Oh I didn't realize! Thanks for clarifying. Uncertainty about location probably doesn't contribute much to the loss then.

Is it known how well performance scales with the size of the prompt and size of the fine-tuning dataset? i.e. something like the Chinchilla paper but for prompt and dataset size.

2Adam Jermyn
I don't know, and would be very curious to find out.

Interesting!

So if I am understanding correctly, SIA puts more weight on universes with many civilizations, which lowers our estimate of survival probability q. This is true regardless of how many expanding civs. we actually observe.

The latter point was surprising to me, but on reflection, perhaps each observation of an expanding civ also increases the estimated number of civilizations. That would mean that there are two effects of observing an expanding civ: 1) Increased the feasibility of passing a late filter 2) increasing the expected number of civiliza... (read more)

Some other order-of-magnitude estimates on available data, assuming words roughly equal tokens:

Wikipedia: 4B English words, according to this page.

Library of Congress: from this footnote a assume there are at most 100 million books worth of text in the LoC and from this page assume that books are 100k words, giving 10T words at most.

Constant writing: I estimate that a typical person writes at most 1000 words per day, with maybe 100 million people writing this amount of English on the internet. Over the last 10 years, these writers would have produced 370T ... (read more)

2Peter Hroššo
I think the models are evaluated on inputs that fill their whole context window, ie. ~1024 tokens long. I doubt there is many parts in Shakespeare's plays with the same 1024 tokens repeated.

Right. Similar to a property tax, this would discourage land improvements somewhat (though unlike a property tax, it would not discourage non-land improvements like houses).
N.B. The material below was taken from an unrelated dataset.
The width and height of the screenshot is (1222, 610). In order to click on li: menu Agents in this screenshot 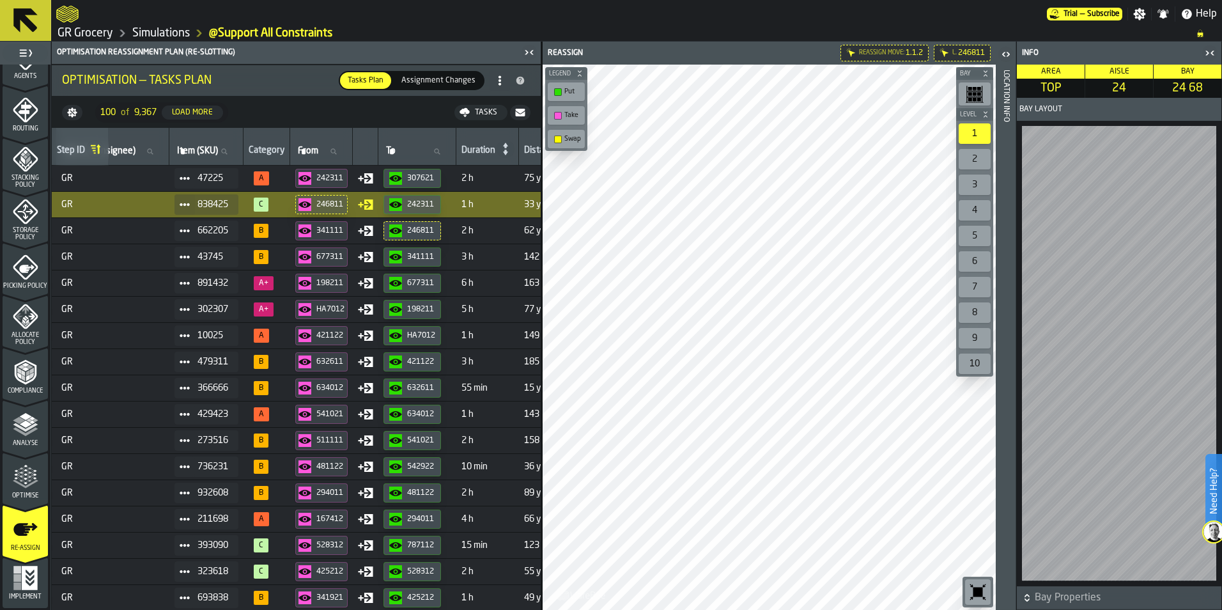, I will do `click(25, 59)`.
All land value taxes do something like this. In practice, the effect is small because individual changes to land values are dwarfed by changes caused by external factors like local economic growth.

2JBlack
Many land value taxes are in fact based only on unimproved property value. The main problem is estimating that value, but it's not really a very difficult problem in practice. The usual solution is to have a valuation office independent from the tax office, and subject to an appeal process where there is evidence that the valuation was incorrect. It's not an elegant solution, but it seems much less likely to distort incentives than including power over improvements in the land value.

Great idea, thanks for posting this!

I wrote a post on how to have productive disagreements with loved ones:

https://harsimony.wordpress.com/2022/06/21/winning-arguments-with-loved-ones/

Here is the subsection on analyzing disagreements:

Because arguments are emotional, it can be helpful to try to dispassionately assess the situation with your partner and get to the root of the problem.

The first step is to break the disagreement down into isolated chunks. Identify the handful of differences you are having, and deal with them as independently as possible. If

... (read more)

Suppose I could buy some very cheap land, clear trees and scrub, remove rocks, construct a dam, fertilize the soil and so on, such that on the open market I could now lease it to a farmer at $50,000/year instead of nearly nothing.

Since the taxes are based on the sale price of the empty land you bought, your taxes in this case would remain the same despite the improvements (not 50k/year). But once you sold the land, the next owner would pay 50k/year, since they paid the true price at auction.

There is an incentive to improve land, but unfortunately this p... (read more)

1JBlack
If a new buyer faces paying exactly as much in tax as they can earn from the land, they're not going to offer a price commensurate with its underlying economic value. The increased future tax burden will lower the sale price, disadvantaging the previous owner and discouraging improvements.